It’s the chalk

Pub date March 21, 2007

When we think of white wine, we think of many things — Brie, student-faculty mixers, summer picnics sur l’herbe, grilled fish — but chalk is generally not among them. Chalk would not seem to have much to do with food and drink at all, except as a means to write the day’s specials on those little blackboards restaurants sometimes hang on the wall or prop up outside the front door. Yet chalky soil is intrinsic to a certain sort of white wine the French have long been masters of and we have struggled with, and I have often wondered why, until reading John McPhee’s riveting piece "Season on the Chalk: From Ditchling Beacon to Épernay," which ran in the New Yorker‘s March 12 issue.

McPhee is our greatest living poet of geology.

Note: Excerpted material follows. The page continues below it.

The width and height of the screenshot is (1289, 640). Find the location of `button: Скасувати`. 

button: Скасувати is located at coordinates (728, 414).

His 1993 book, Assembling California, had much to say not only about the formation of our state but about that of the west of North America generally — in particular, how young everything is here relative to Europe. The expressions New World and Old World turn out not to be purely sociopolitical. Chalk is old, and it is really not found here; even Chalk Hill, in Sonoma County, consists not of calcium carbonate (like true chalk and its near relation limestone) but of volcanic ash. Northwestern Europe, on the other hand, is streaked by a huge band of chalk, which runs from the downlands south of London to the white cliffs of Dover, then under the English Channel into northern France and the Champagne towns of Reims and Épernay. From there the band curves around the Île-de-France and swoops into the Touraine region of the Loire Valley, where many wonderfully dry, minerally sauvignon blancs and chenin blancs are produced. There is even a tail-end bit around Cognac.

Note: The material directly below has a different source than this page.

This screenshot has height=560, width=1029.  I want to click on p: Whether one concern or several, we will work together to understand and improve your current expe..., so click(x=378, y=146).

French champagne experts have often been heard to say over the years that méthode champenoise sparkling wines from California, while good and sometimes very good, simply do not compare to the best of their French counterparts. I have long suspected an element of snobbery here, but the McPhee story suggests that there might also be some empirical reality; "Vines like their feet dry," he quotes an (English) maker of sparkling wine as noting, and chalky soil drains quickly while providing high levels of nutrients. Advantage: France. And England!